Bob Tess writes:
There will be a revolution - the day the Rockefellers, Gates,
and other billionaires of the world are only allowed to pass
their property on to their descendants for 75 years after their
death and then it gets distributed to the public - then artists'
property rights will finally be equal.
I'm sure you don't need to have the pointed out, but just for
avoidance of doubt: the two situations are not at all analogous,
because if I copy the AMNH's painting, they still have the
painting, whereas if I take Bill Gates's car, he doesn't have it
any more.
Artists and their descendants derive income from licensing. When
copyright becomes public domain - that income is as gone as Bill
Gates' car.
Artists and their families gain an income from the artists' work
during the artists' life. That money, life other possessions obtained
in other ways, will have been inherited by his family when he died.
Why anyone should _still_ be gaining an income from Knight's work 55
years after his death, and how that is supposed to stimulte Knight to
do more work, is beyond me. And, by the way, you can bet that whoever
is getting that money, it's not his family.
Of course, it doesn't immediately follow from this that I should be
allowed to copy whatever I want; but it does show that any analogy
with the law of physical property is at best uninformative and
usually
actively misleading.
I vehemently disagree. Copyright is a property right and is
defended as such in court.
That doesn't change the fact that any attempt to analogise
"intellectual property" with physical property is fatally compromised
by the fact that IP can be replicated at effectively-zero cost. As
soon as you have a technology that allows you to do the same to my
car, you're welcome to copy that, too.
Again: I am not saying here that there is no case to be made for IP.

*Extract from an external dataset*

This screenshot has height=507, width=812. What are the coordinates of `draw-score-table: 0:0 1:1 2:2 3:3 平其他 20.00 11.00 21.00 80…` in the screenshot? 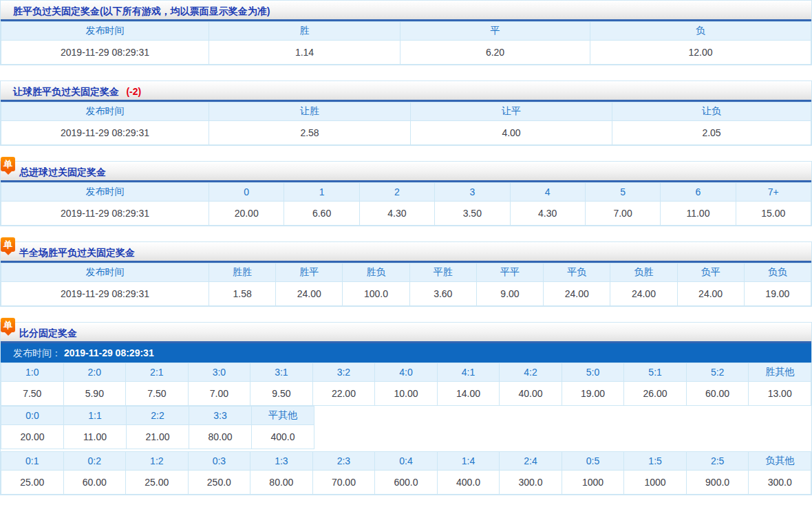 It's located at (406, 428).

I am saying that there is no case by made for it _by analogy with
physical property_. That analogy is just plain broken. It doesn't
work.
From [artists'] point of view, we are not altruistically
benefitting society, we are hoping to pay the mortgage and leave
something to our children. No one would work in the arts, or the
sciences for that matter if it was not possible to make a living -
just because it benefitted society. In particular, paleoartists
never get paid what would be considered a decent wage for the
original work. We count on licensing images.
Sure -- which is _exactly_ why the copyright bargain was made: to give
artists, authors and others a financial incentive to work. As far as
I know, no-one on this list is arguing that there should be _no_
copyright. But current copyright law, and especially the insanely
long terms, have no relation to that bargain as originally struck.
And by the way, in case you think I am blue-skying here, I make my
living writing computer programs, which are also subject to copyright.
So far as I can see, a term of ten or maybe twenty years, tops, would
be plenty enough to motivate me to produce. Leaving my stuff under
copyright for seventy years after my death is wholly irrelevant to the
bargain. All it achieves is to retard the use of my work.